Attention Score in Context

This research output has an Altmetric Attention Score of 49. This is our high-level measure of the quality and quantity of online attention that it has received. This Attention Score, as well as the ranking and number of research outputs shown below, was calculated when the research output was last mentioned on 27 May 2020.
All research outputs
#875,601
of 25,837,817 outputs
Outputs from Social Psychiatry and Psychiatric Epidemiology
#146
of 2,750 outputs
Outputs of similar age
#10,420
of 275,727 outputs
Outputs of similar age from Social Psychiatry and Psychiatric Epidemiology
#2
of 28 outputs
Altmetric has tracked 25,837,817 research outputs across all sources so far. Compared to these this one has done particularly well and is in the 96th percentile: it's in the top 5% of all research outputs ever tracked by Altmetric.
So far Altmetric has tracked 2,750 research outputs from this source. They typically receive a lot more attention than average, with a mean Attention Score of 15.3. This one has done particularly well, scoring higher than 93% of its peers.

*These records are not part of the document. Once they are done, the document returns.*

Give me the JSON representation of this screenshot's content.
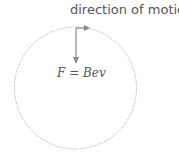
{
  "diagram": {
    "direction_label": "direction of motion",
    "force_label": "F = Bev",
    "colors": {
      "circle": "#999999",
      "arrow": "#888888",
      "text": "#555555"
    },
    "circle": {
      "cx": 75.5,
      "cy": 88,
      "r": 61
    }
  }
}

Older research outputs will score higher simply because they've had more time to accumulate mentions. To account for age we can compare this Altmetric Attention Score to the 275,727 tracked outputs that were published within six weeks on either side of this one in any source. This one has done particularly well, scoring higher than 96% of its contemporaries.
We're also able to compare this research output to 28 others from the same source and published within six weeks on either side of this one. This one has done particularly well, scoring higher than 92% of its contemporaries.